PentagonTech

Skydio Snags $52M Army Contract 

Image: US Army

It’s been a busy past few days for the weekend warriors over at Skydio.

Yesterday, the US Army tapped California-based drone-maker Skydio to deliver 2,500 of its X10D small-UAS in a $52M contract, the largest sUAS order from a single vendor in Army history. The company said it moved from bid to award in under 72 hours. 

Who said the military can’t move fast enough? 

Sky high: Skydio is a bit of a household name in the drone world. Founded all the way back in 2014 by Adam Bry, Abe Bachrach, and Matt Donahoe, the company has since deployed its small drones with every branch of the US military, police departments nationwide, and 29 allied nations around the world. 

The company’s been a hit with customers and investors alike:

  • In November 2024, the company added a whopping $170M extension to the $230M Series E it raised in 2023, bringing its valuation to $2.5B.
  • In total, the company has raised a cool $841M in funding. Cha-ching.

Hot commodity: Skydio’s X10D Intelligence, Surveillance, and Reconnaissance (ISR) drone—2,500 of which the Army’s getting its hands on under the new $52M order—has been a fan favorite.

  • The drone has a top speed of 45mph, a sub-40-second deployment time, and can fly autonomously (no GPS) using onboard AI and six navigation cameras with 360-degree visibility that map terrain in real time and maintain flight in jammed environments.
  • The X10D is also on the Blue UAS Cleared List and, according to the company, can be built in nine minutes at their Hayward, California, facility. 

And this ain’t Skydio’s first rodeo with the Army.

  • In 2022, the service tapped Skydio for the Short Range Reconnaissance (SRR) Program of Record, with a base-year value of $20.2M and a five-year production OTA of nearly $100M. 
  • In 2025, the Army began fielding the X10D and selected the company for Tranche 2 of the SRR program, under which Skydio delivered the drones to Transformation in Contact (TiC) units. Skydio’s the only vendor to span both tranches of the SRR program.

“X10D was sharpened by hard lessons in Ukraine and close iterative feedback with our soldiers through initiatives like the Army’s Transformation in Contact,” Skydio CEO Adam Bry wrote on X yesterday. “It is the perfect ‘hunter’ to find targets for ‘killer’ one-way attack drones and other munitions to strike, a tactic we’ve already seen in Ukraine.”

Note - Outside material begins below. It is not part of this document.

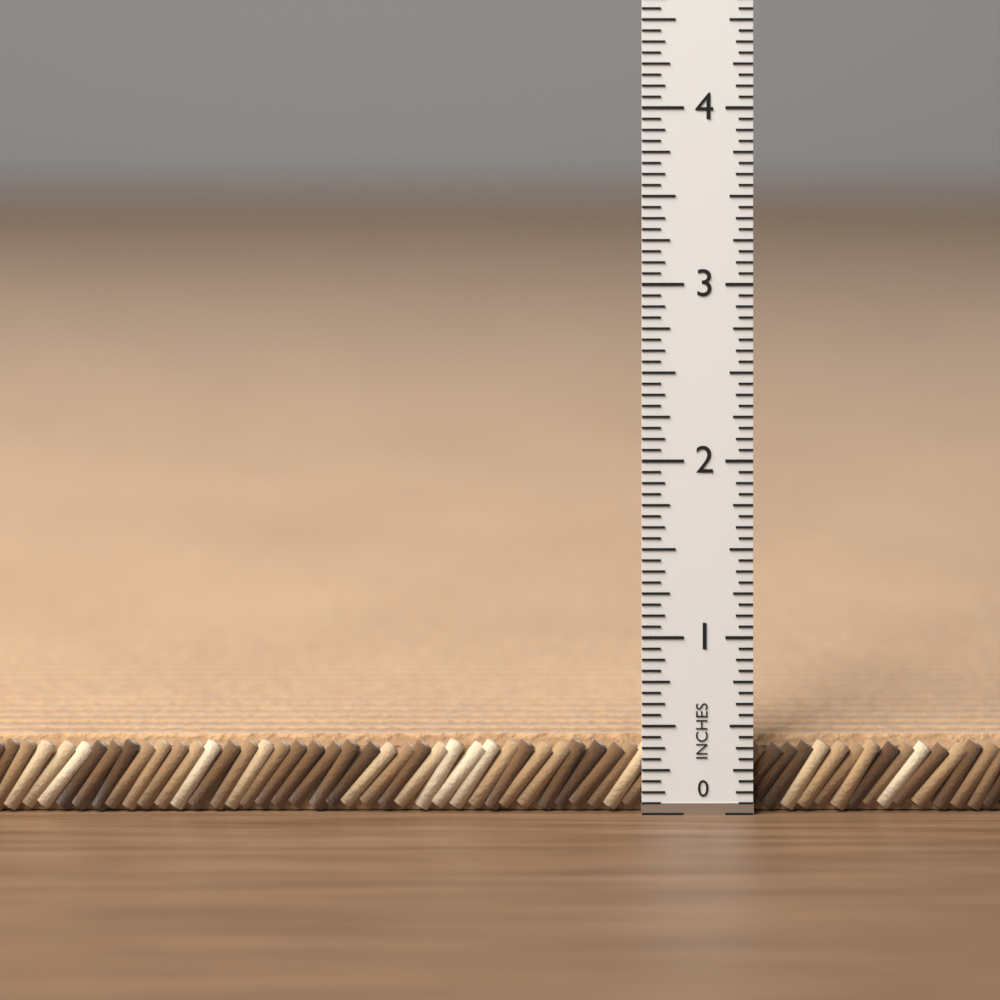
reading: 0.4000 in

“The kind of capability that we’re delivering would have cost millions or hundreds of thousands of dollars per system,” he added in an interview on Fox. “For that $52M, you’d be talking about tens, maybe hundreds of systems, and with Skydio, we’re talking about thousands. This has never really before been possible to get so much capability into something so small.”